Meanwhile, about 322,000 customers across 12 states and the District of Columbia suffered Saturday in the heat without the benefits of electricity, including power for their air conditioning and for refrigeration to keep their food edible, according to a CNN count Saturday evening.
Because utilities typically define each residential and business account as a customer, the actual number of people affected was not clear.
Many of these people have gone without power for a full week, thanks to strong storms fueled by the heat that barreled east from Indiana to New Jersey. Others have watched more recent but similar storms leave them in the dark.
The hardest-hit state continues to be West Virginia, where about 116,000 customers had no power Saturday.
Residents have been stocking up on ice to try to save food from spoiling in their useless refrigerators to the point that stores have sold out of it, CNN affiliate WSAZ reported.

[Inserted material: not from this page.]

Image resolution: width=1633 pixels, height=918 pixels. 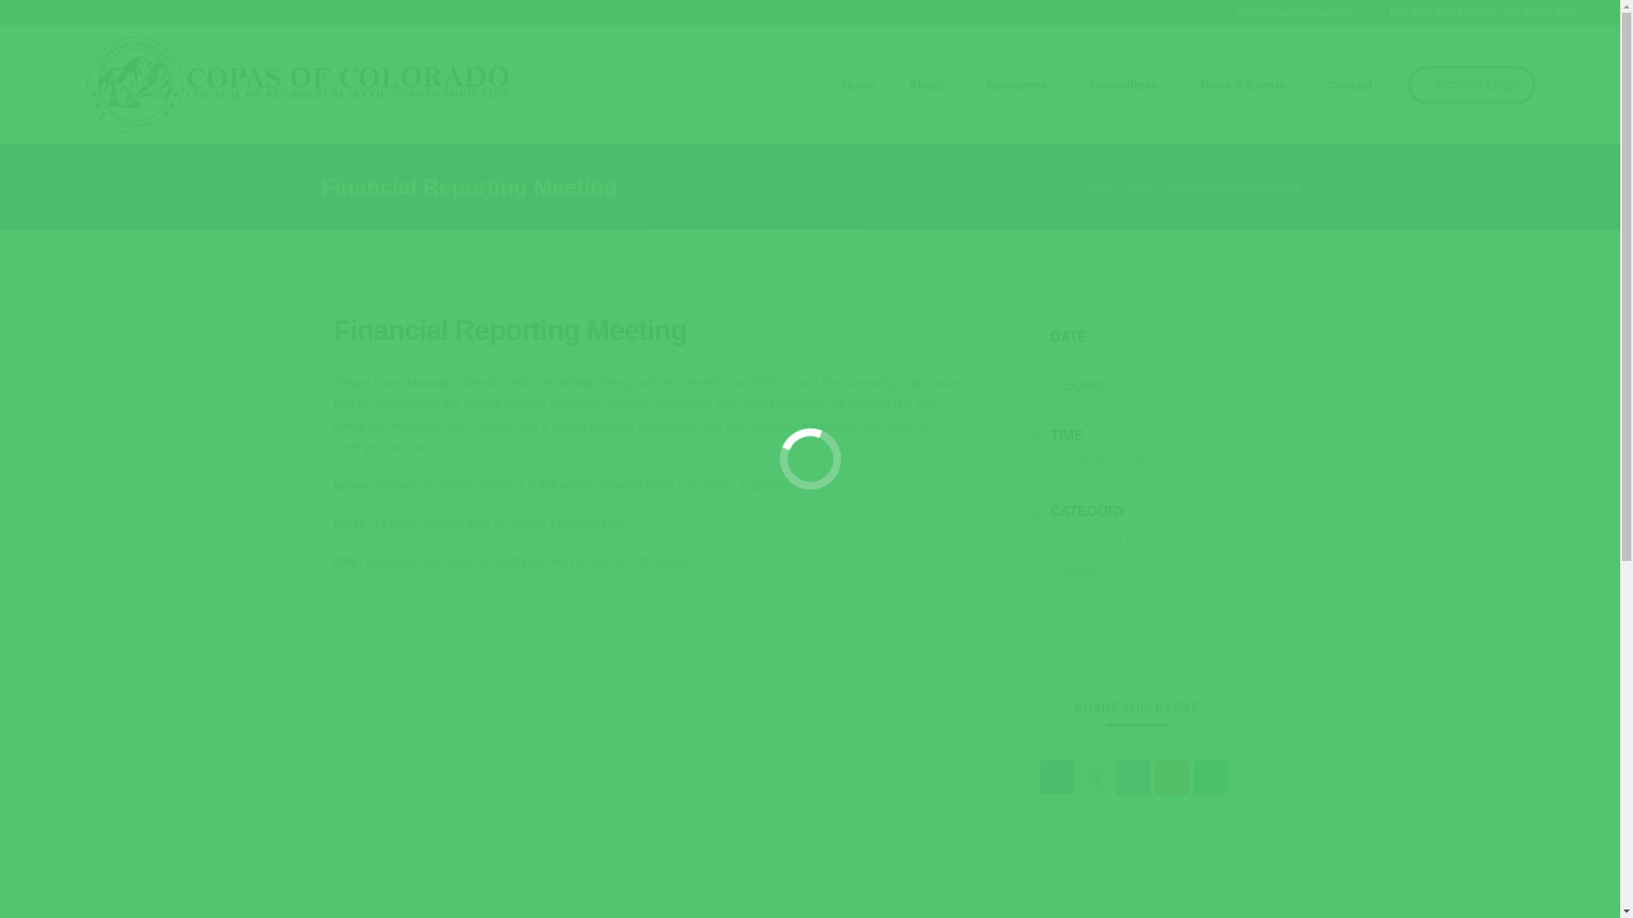 I want to click on Contact, so click(x=1350, y=85).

Roger Harrah said he traveled from county to county, some 60 miles, searching for ice Friday and finally found a store with some.
"I thought I better get some while I can," Harrah said. "I tell you what, it is rough living without ice."
The extreme heat has also damaged roads.
Wisconsin received about 30 reports of roads buckling Thursday, according to transportation officials. Earlier this week, a viral video showed an SUV airborne after hitting a patch of buckled Wisconsin highway. Missouri has also warned drivers to be on the look-out for pavement buckling from heat.
And since June 23, scores of cities have been the hottest they've ever been, on any day ever recorded. That includes 107 in Colorado Springs, 109 in Nashville and 106 in Atlanta. In Washington, the thermometer has gone past 95 degrees for nine straight days -- the longest such streak since modern record-keeping began.